Note--this is on our internal corporate instance of GitHub Enterprise, so we may be some versions out of date, or not have some plug-in installed. Is there a special plug-in that does the trick? I don't admin the platform, so is there a way I can check versions and plug-ins in any given GitHub platform as an ordinary developer?

We use AsciiDoc pervasively as our GitHub Wiki language, so changing to another one that does tables better is not an option.

All help appreciated!

Upvotes: 1

Views: 239

Answers (1)

eskwayrd
eskwayrd

Reputation: 4521

GitHub runs an official Asciidoctor to provide a nice rendering. However, they also run the generated HTML and CSS through a filtering process to prevent security issues. During that process, they strip off custom class names from a variety (if not all) elements (I don't know the exact details).
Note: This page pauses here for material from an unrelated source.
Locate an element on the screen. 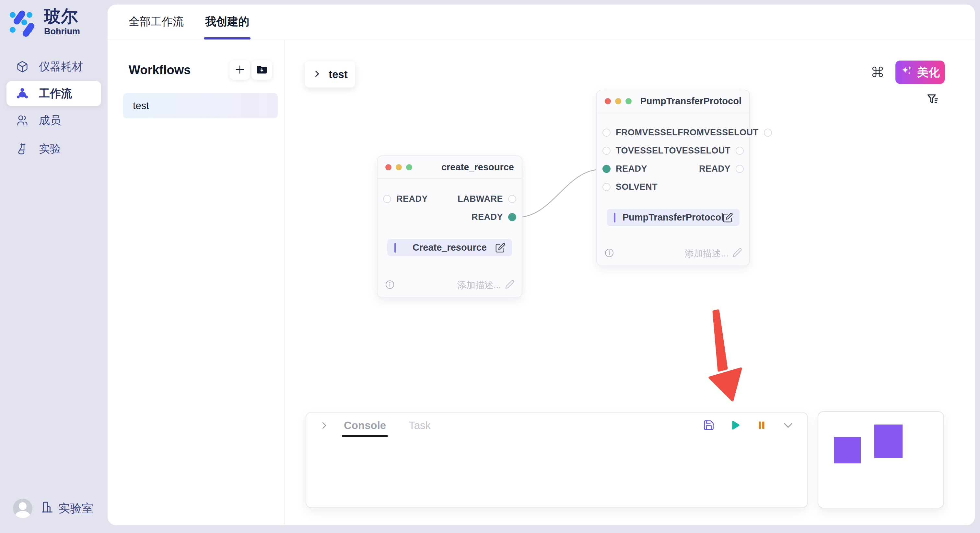 The height and width of the screenshot is (533, 980). workflow-list-item: test is located at coordinates (200, 106).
Running asciidoctor on your sample document shows a table that looks like this:

<table class="tableblock frame-none grid-all stretch">

Whereas their process results in a table that looks like:

<table>

From GitHub's perspective, those kinds of changes mean that tables look the same everywhere on the site.

If you need frameless tables, you'll probably find using GitHub Pages a lot easier because you can use custom (or asciidoctor-provided) CSS in that context.